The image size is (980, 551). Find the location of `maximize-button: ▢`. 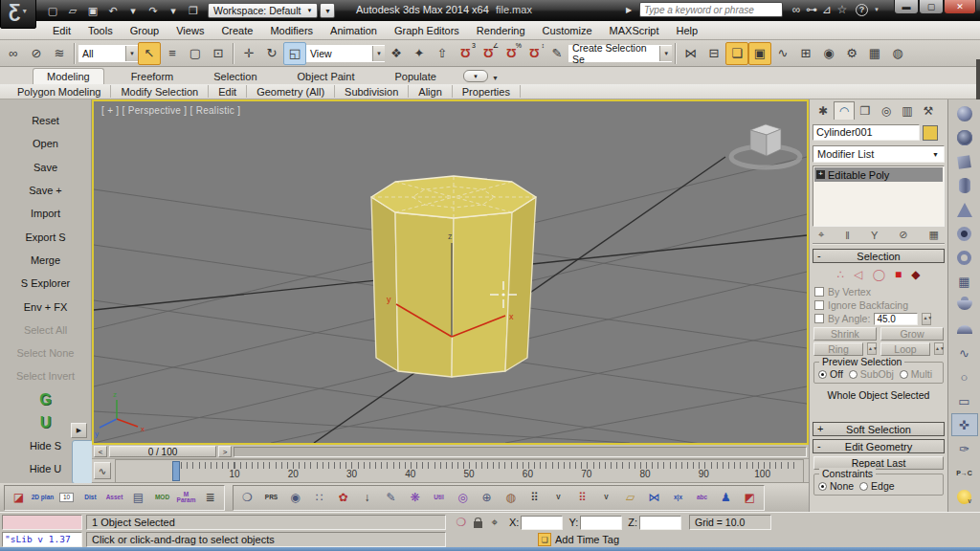

maximize-button: ▢ is located at coordinates (931, 8).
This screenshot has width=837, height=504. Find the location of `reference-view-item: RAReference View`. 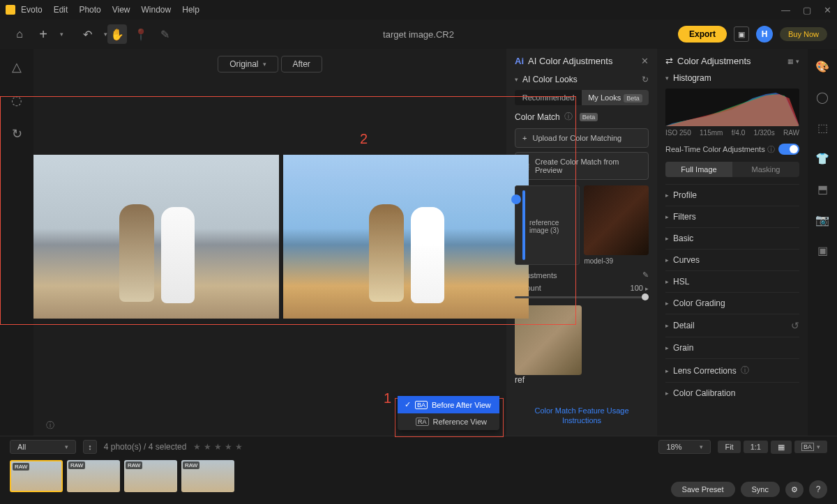

reference-view-item: RAReference View is located at coordinates (448, 422).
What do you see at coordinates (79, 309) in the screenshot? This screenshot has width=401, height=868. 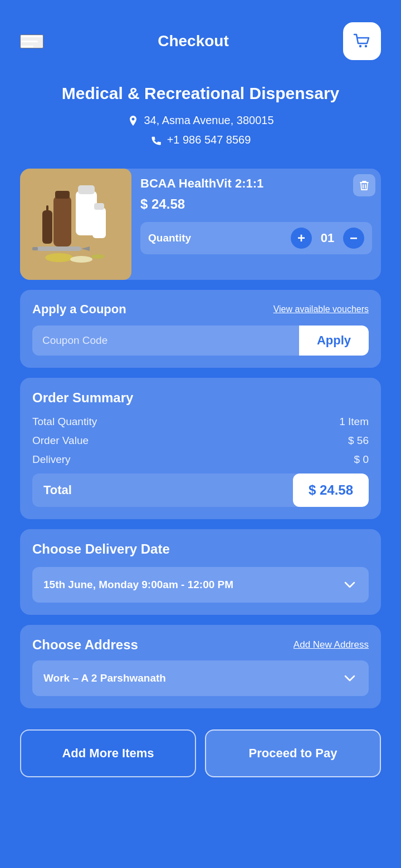 I see `coupon-title: Apply a Coupon` at bounding box center [79, 309].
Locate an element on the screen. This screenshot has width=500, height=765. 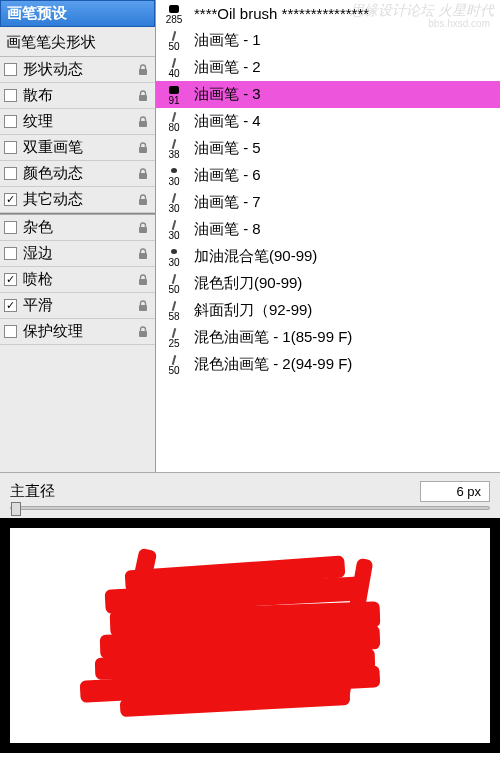
diameter-label: 主直径 is located at coordinates (32, 492).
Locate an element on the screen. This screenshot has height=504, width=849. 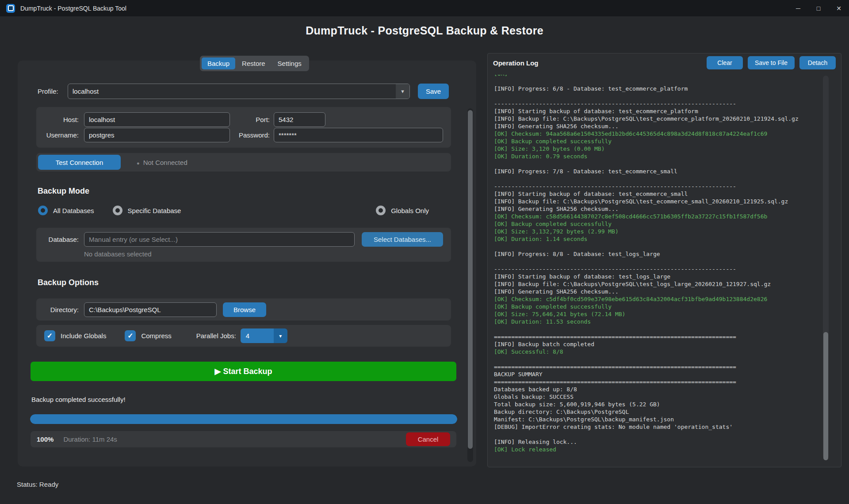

****************

For this exercise, transcribe exactly only the lines from the one containing "has width=500, height=765." through the end of the listing, inclusive, without the pictures.

Locate an element on the screen. This screenshot has width=500, height=765. 
diameter-label: 主直径 is located at coordinates (32, 492).
Locate an element on the screen. This screenshot has height=504, width=849. 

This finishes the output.